Stonetown Road
Sunday, black coffee and
rectangles of dishwasher soap.
We get the call at 10:30—
my mother-in-law fell hard
on the kitchen floor.
So we race two hours north
to find her in a mechanical bed,
two staples in her head,
asking every nurse to take her
for a cigarette. When I ask,
she can’t remember whether
she chewed the aspirin.
Outside the security glass,
a hawk surveys the embankment.
The night we met, I howled
with laughter as she gripped
my sleeve with a gauzy, manicured
hand. Her eyes were as clear
as the lake behind us. How
my husband gushed and beamed.
His mother used to write cards
and keep appointments, before
her pretty cursive looped away
to oblivion. In the ICU, he leans
to kiss her bloody forehead.
I know now I will watch him
lose her, slowly. Driving back,
we pass his childhood home–
the natural pool full of snakes.
*
Emergency Vet
When the dog stops blinking, I wrap
her in a towel and swerve the highway,
one palm cupping her distended bowel.
In the cement waiting room, black
coffee in a styrofoam cup. I stare
at the framed canine dental chart
while they thread the catheter and split
her open. Remember how she ate tissues
from the trash because they were mine,
wore circles into my bedroom carpet.
For 13 years, she followed me
from home to home, licking the salt
from my eyes. Now, there is nothing
to do but leave her.
*
Rachel Marie Patterson is the co-founder and editor of Radar Poetry. She holds an MFA from UNC Greensboro. Her poems appear in Cimarron Review, Harpur Palate, New Plains Review, The Journal, Thrush, Parcel Magazine, Smartish Pace, and others. The winner of an Academy of American Poets Prize, her work has also been nominated for Best New Poets and Best of the Net. Her poem “Connemara” was a Special Mention for the Pushcart Prize in 2019. She is the author of Tall Grass With Violence (FutureCycle Press, 2022).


=== Brief ===
Please copy exactly the lines from the one containing "Outline mammal. Reply as X1/Y1/X2/Y2." to the end of the entries, both included, and nothing else. Omit every picture.

───── Input material ─────

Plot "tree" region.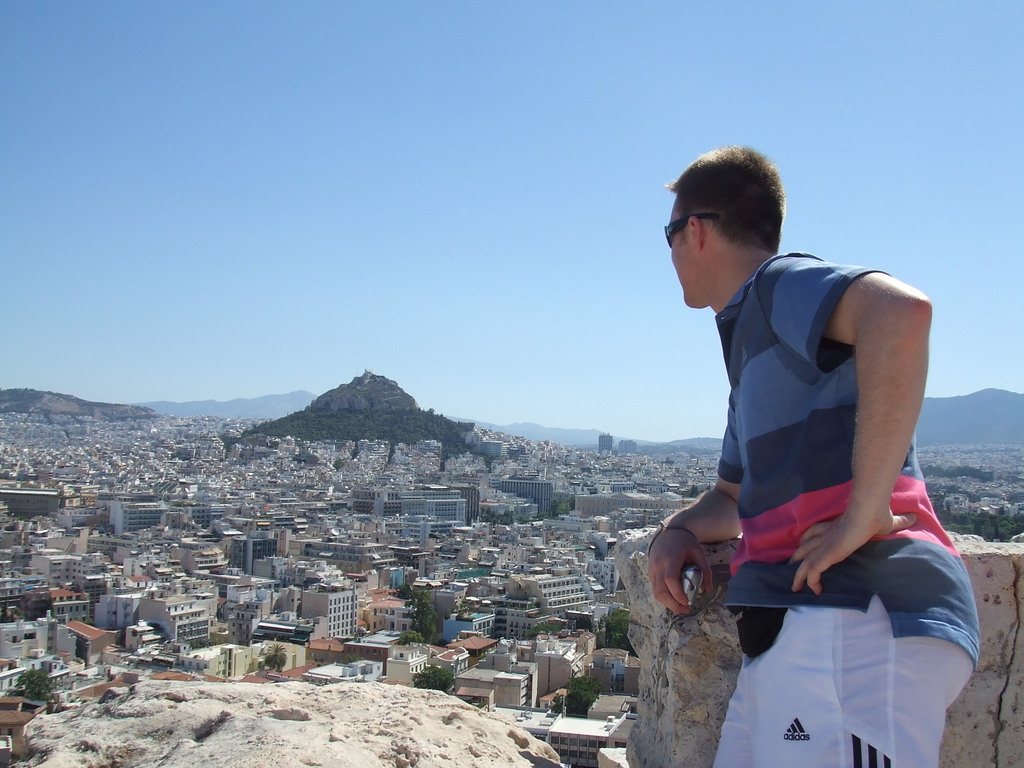
Plotted at <box>399,595,438,645</box>.
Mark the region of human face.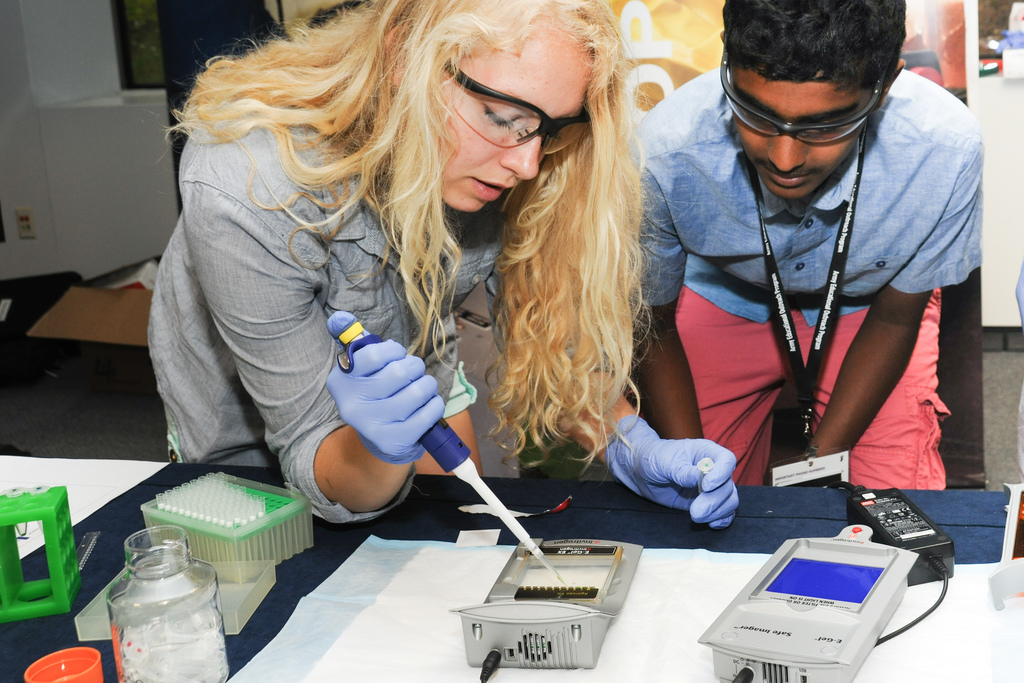
Region: [433,29,582,213].
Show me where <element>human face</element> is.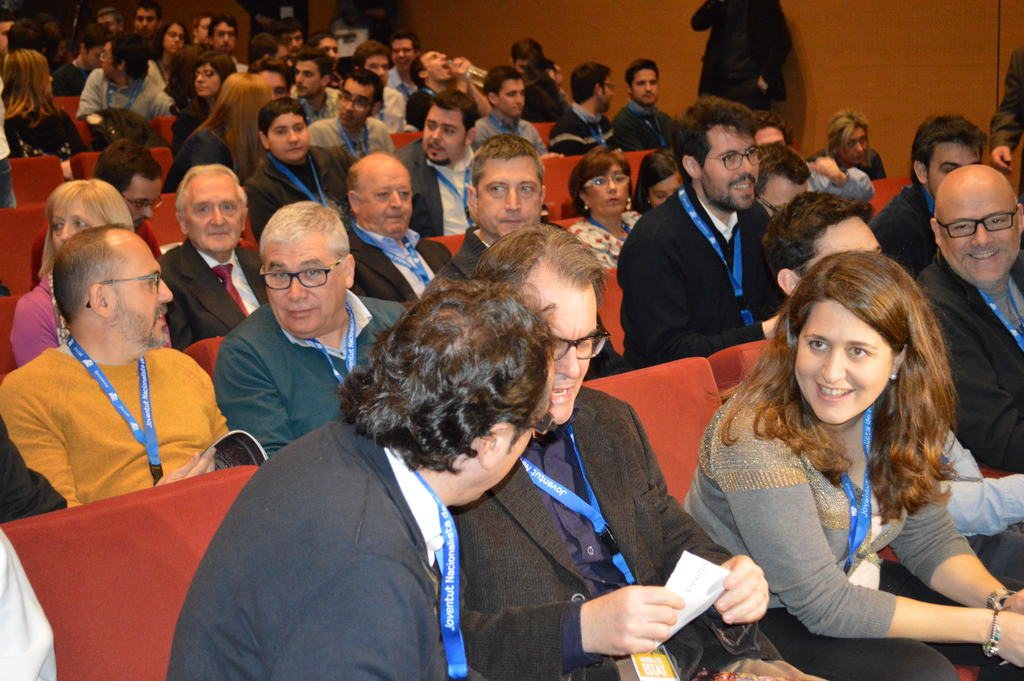
<element>human face</element> is at left=97, top=14, right=116, bottom=30.
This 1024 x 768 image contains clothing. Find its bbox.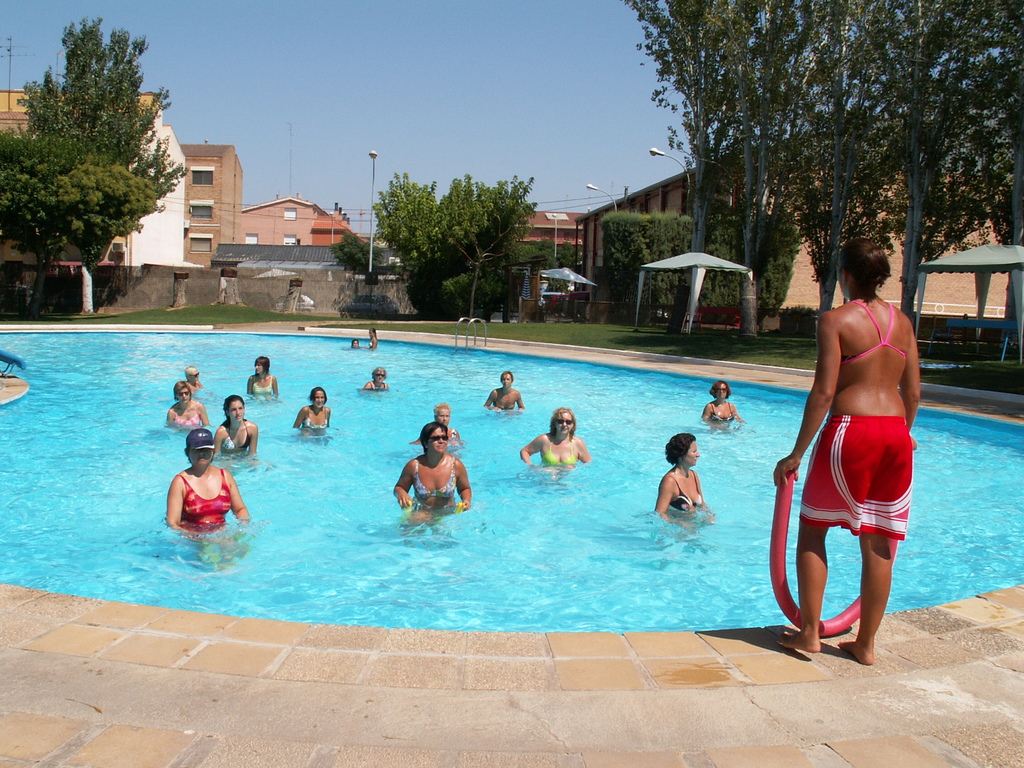
select_region(543, 435, 581, 465).
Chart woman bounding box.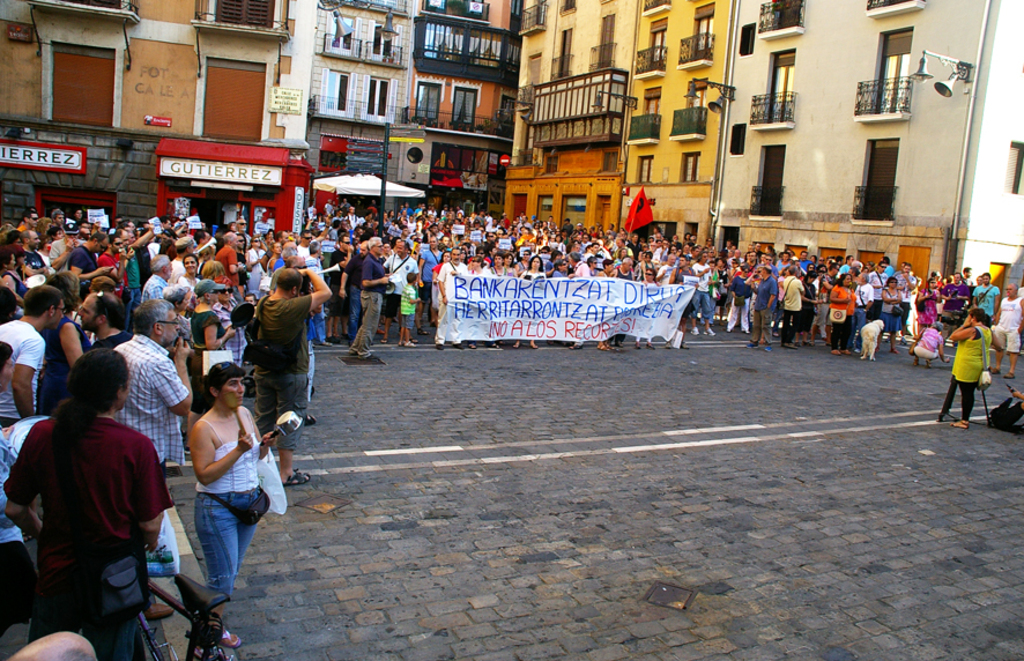
Charted: BBox(711, 252, 733, 326).
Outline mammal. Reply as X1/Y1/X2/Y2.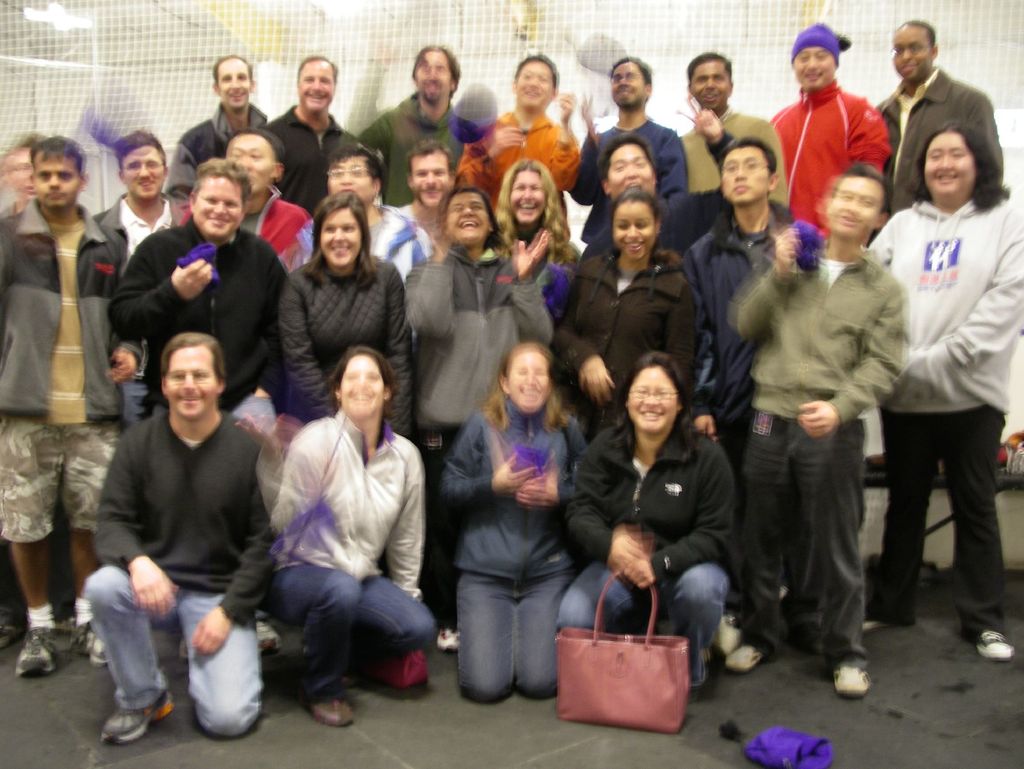
724/158/913/695.
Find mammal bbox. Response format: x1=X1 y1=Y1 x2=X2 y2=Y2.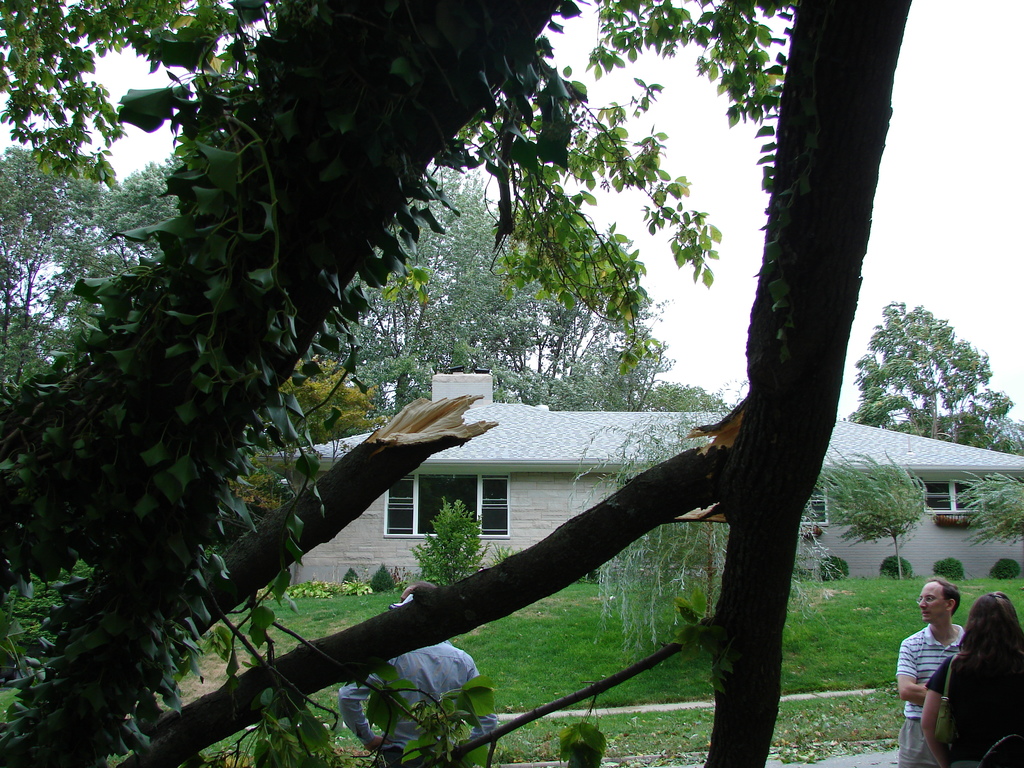
x1=339 y1=576 x2=503 y2=767.
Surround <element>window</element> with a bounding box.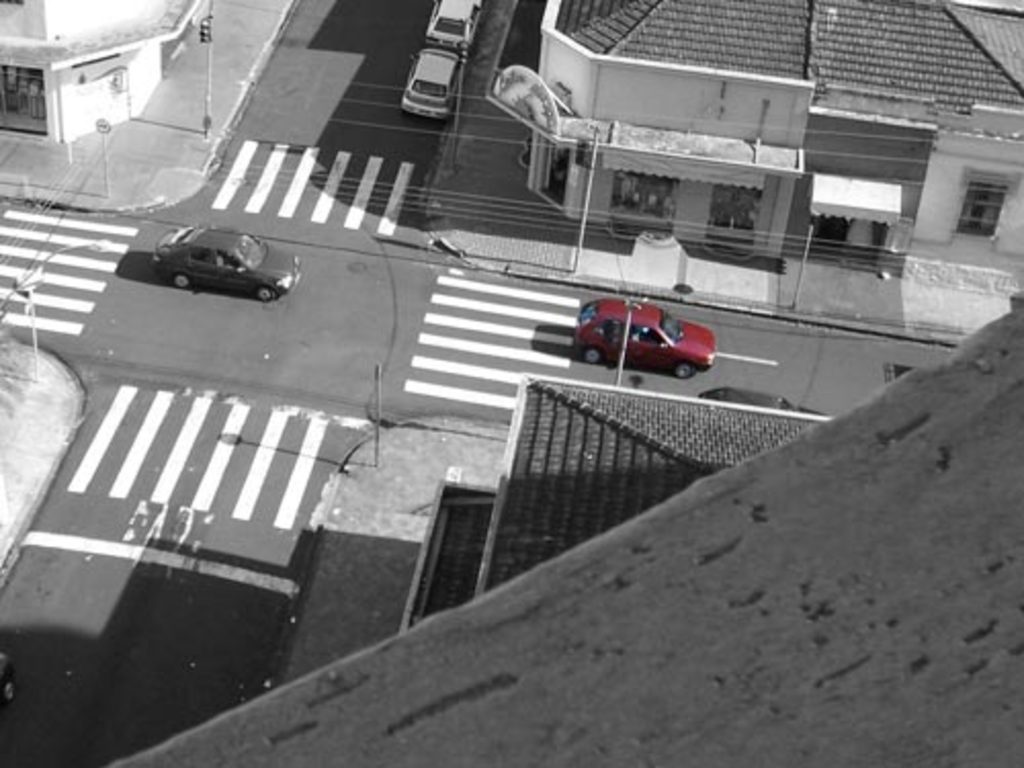
{"x1": 954, "y1": 176, "x2": 1008, "y2": 240}.
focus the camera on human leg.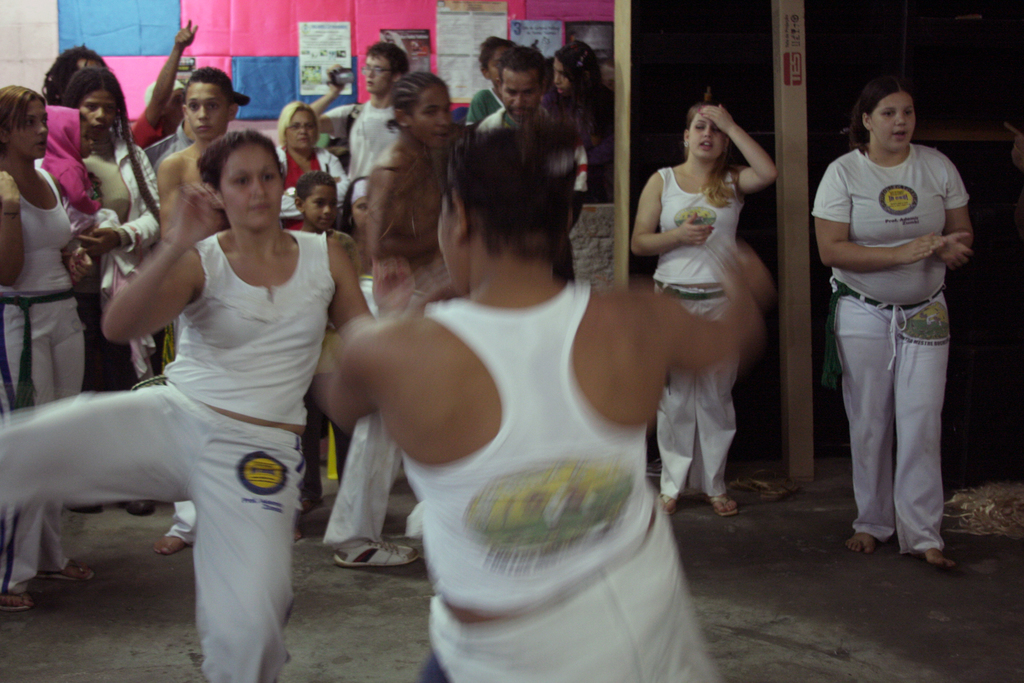
Focus region: box=[0, 302, 54, 605].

─────

=== Result of the exercise ===
Outline mammal. Reply as X1/Y1/X2/Y2.
724/158/913/695.
Find mammal bbox. Response format: x1=X1 y1=Y1 x2=X2 y2=Y2.
x1=339 y1=576 x2=503 y2=767.
Surround <element>window</element> with a bounding box.
{"x1": 954, "y1": 176, "x2": 1008, "y2": 240}.
focus the camera on human leg.
Focus region: box=[0, 302, 54, 605].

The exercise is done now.